Word for word, write out all of the entries that follow.
+++
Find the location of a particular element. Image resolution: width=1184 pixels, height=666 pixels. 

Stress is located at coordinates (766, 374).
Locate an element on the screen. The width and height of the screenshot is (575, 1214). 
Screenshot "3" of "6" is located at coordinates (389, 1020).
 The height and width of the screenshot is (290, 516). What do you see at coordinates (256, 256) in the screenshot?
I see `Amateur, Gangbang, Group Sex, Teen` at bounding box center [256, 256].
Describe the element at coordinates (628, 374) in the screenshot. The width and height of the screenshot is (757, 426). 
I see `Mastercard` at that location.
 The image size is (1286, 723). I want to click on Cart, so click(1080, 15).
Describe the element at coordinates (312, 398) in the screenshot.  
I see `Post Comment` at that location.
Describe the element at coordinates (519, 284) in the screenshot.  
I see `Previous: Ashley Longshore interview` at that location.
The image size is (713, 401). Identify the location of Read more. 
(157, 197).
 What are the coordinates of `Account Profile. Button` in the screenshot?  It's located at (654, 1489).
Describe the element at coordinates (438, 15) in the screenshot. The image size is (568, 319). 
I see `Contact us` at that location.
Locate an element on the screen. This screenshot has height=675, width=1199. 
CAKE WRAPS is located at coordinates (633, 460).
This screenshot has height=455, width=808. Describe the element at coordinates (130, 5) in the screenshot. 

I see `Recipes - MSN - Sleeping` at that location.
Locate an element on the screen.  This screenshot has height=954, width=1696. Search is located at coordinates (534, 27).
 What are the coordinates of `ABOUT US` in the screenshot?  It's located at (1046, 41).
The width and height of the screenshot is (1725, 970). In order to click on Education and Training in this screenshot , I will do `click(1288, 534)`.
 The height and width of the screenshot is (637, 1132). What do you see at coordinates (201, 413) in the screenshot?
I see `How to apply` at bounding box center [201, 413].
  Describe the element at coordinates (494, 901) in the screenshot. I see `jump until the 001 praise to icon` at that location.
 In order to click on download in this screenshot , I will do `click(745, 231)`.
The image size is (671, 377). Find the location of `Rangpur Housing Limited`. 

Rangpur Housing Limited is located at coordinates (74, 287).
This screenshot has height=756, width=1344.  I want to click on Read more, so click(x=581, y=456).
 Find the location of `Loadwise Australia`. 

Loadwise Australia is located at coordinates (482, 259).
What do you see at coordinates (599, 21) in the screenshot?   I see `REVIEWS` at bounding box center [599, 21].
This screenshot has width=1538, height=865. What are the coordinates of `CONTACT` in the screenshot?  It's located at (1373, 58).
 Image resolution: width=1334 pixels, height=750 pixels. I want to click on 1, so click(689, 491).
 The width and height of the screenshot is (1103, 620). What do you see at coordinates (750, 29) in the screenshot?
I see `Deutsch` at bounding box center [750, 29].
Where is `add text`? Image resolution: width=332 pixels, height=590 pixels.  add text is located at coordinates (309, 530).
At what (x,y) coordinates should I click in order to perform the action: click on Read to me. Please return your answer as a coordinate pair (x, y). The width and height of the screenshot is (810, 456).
+++
Solution to this problem:
Find the location of a particular element. Image resolution: width=1184 pixels, height=666 pixels. 

Stress is located at coordinates (766, 374).
Locate an element on the screen. The width and height of the screenshot is (575, 1214). 
Screenshot "3" of "6" is located at coordinates (389, 1020).
 The height and width of the screenshot is (290, 516). What do you see at coordinates (256, 256) in the screenshot?
I see `Amateur, Gangbang, Group Sex, Teen` at bounding box center [256, 256].
Describe the element at coordinates (628, 374) in the screenshot. The width and height of the screenshot is (757, 426). 
I see `Mastercard` at that location.
 The image size is (1286, 723). I want to click on Cart, so click(1080, 15).
Describe the element at coordinates (312, 398) in the screenshot.  
I see `Post Comment` at that location.
Describe the element at coordinates (519, 284) in the screenshot.  
I see `Previous: Ashley Longshore interview` at that location.
The image size is (713, 401). Identify the location of Read more. 
(157, 197).
 What are the coordinates of `Account Profile. Button` in the screenshot?  It's located at (654, 1489).
Describe the element at coordinates (438, 15) in the screenshot. The image size is (568, 319). 
I see `Contact us` at that location.
Locate an element on the screen. This screenshot has height=675, width=1199. 
CAKE WRAPS is located at coordinates (633, 460).
This screenshot has height=455, width=808. Describe the element at coordinates (130, 5) in the screenshot. 

I see `Recipes - MSN - Sleeping` at that location.
Locate an element on the screen.  This screenshot has height=954, width=1696. Search is located at coordinates (534, 27).
 What are the coordinates of `ABOUT US` in the screenshot?  It's located at (1046, 41).
The width and height of the screenshot is (1725, 970). In order to click on Education and Training in this screenshot , I will do `click(1288, 534)`.
 The height and width of the screenshot is (637, 1132). What do you see at coordinates (201, 413) in the screenshot?
I see `How to apply` at bounding box center [201, 413].
  Describe the element at coordinates (494, 901) in the screenshot. I see `jump until the 001 praise to icon` at that location.
 In order to click on download in this screenshot , I will do `click(745, 231)`.
The image size is (671, 377). Find the location of `Rangpur Housing Limited`. 

Rangpur Housing Limited is located at coordinates (74, 287).
This screenshot has height=756, width=1344.  I want to click on Read more, so click(x=581, y=456).
 Find the location of `Loadwise Australia`. 

Loadwise Australia is located at coordinates (482, 259).
What do you see at coordinates (599, 21) in the screenshot?   I see `REVIEWS` at bounding box center [599, 21].
This screenshot has width=1538, height=865. What are the coordinates of `CONTACT` in the screenshot?  It's located at (1373, 58).
 Image resolution: width=1334 pixels, height=750 pixels. I want to click on 1, so click(689, 491).
 The width and height of the screenshot is (1103, 620). What do you see at coordinates (750, 29) in the screenshot?
I see `Deutsch` at bounding box center [750, 29].
Where is `add text`? Image resolution: width=332 pixels, height=590 pixels.  add text is located at coordinates (309, 530).
At what (x,y) coordinates should I click in order to perform the action: click on Read to me. Please return your answer as a coordinate pair (x, y). The width and height of the screenshot is (810, 456).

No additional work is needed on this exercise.